Gizzard Stones
Just about everywhere one cares to look, Nature has placed objects to fascinate the mind. Even in the dirt particles beneath our feet there are many intriguing stories about the present and the past; the trick is to be observant and to question what one sees.
Several years ago, archeologists sieving Fairbanks area dirt in search of small prehistoric bones and human artifacts found in their screens many highly-polished small pebbles of quartz and chert. Puzzling over the origin of these usually rounded but sometimes angular shiny stones, the scientists considered several possibilities.

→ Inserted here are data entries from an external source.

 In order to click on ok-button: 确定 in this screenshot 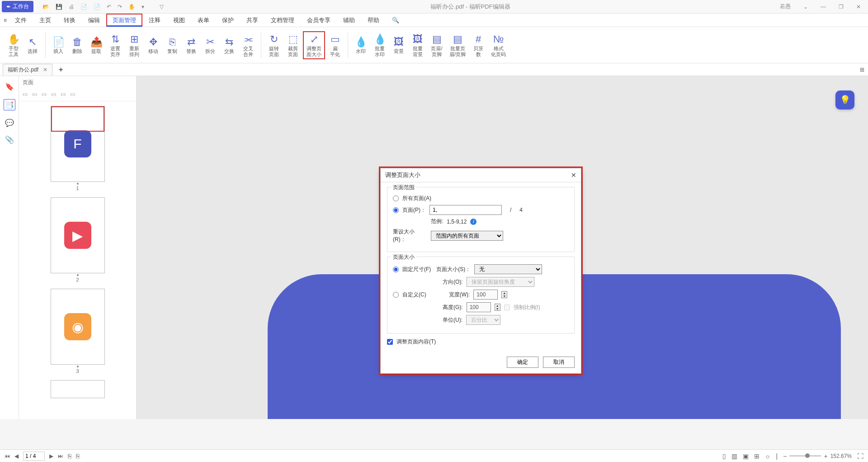, I will do `click(523, 362)`.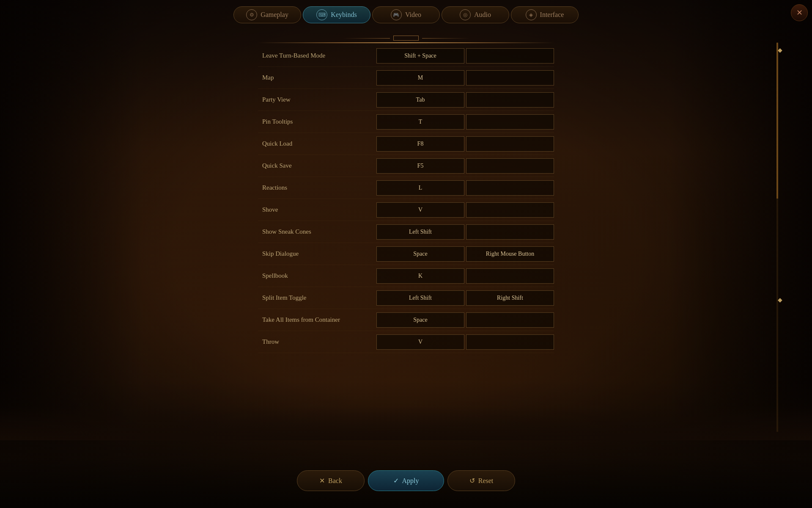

They decided that wind-blown sand or ice crystals could not be the answer because these agents would carve facets on the polished stones. Nor did polishing from natural tumbling of the soil by frost action seem to explain the combination of rounded and angular shapes found, since tumbling causes all stones to become round.
Then Charles Hoskin and his coworkers realized that these objects might be gizzard stones, called "gastroliths", ejected from grouse and ptarmigan of long ago. Comparison of the stones with those taken from the gizzards of modern grouse and ptarmigan led to the conclusion that the polished stones were, indeed, gastroliths. The polishing given to bird gastroliths comes from chemical action and physical grinding as willow and spruce buds, seeds and other hard-to-assimilate foodstuffs are ground up in the birds' gizzards. Sharp, angular stones are picked up in spring and summer; as the year progresses, the stones become more rounded.
One mystery remains. Some of the gizzard stones found in the soil are larger than present-day birds are known to use,a hint that some grouse of ptarmigan of the past were larger than those that live now.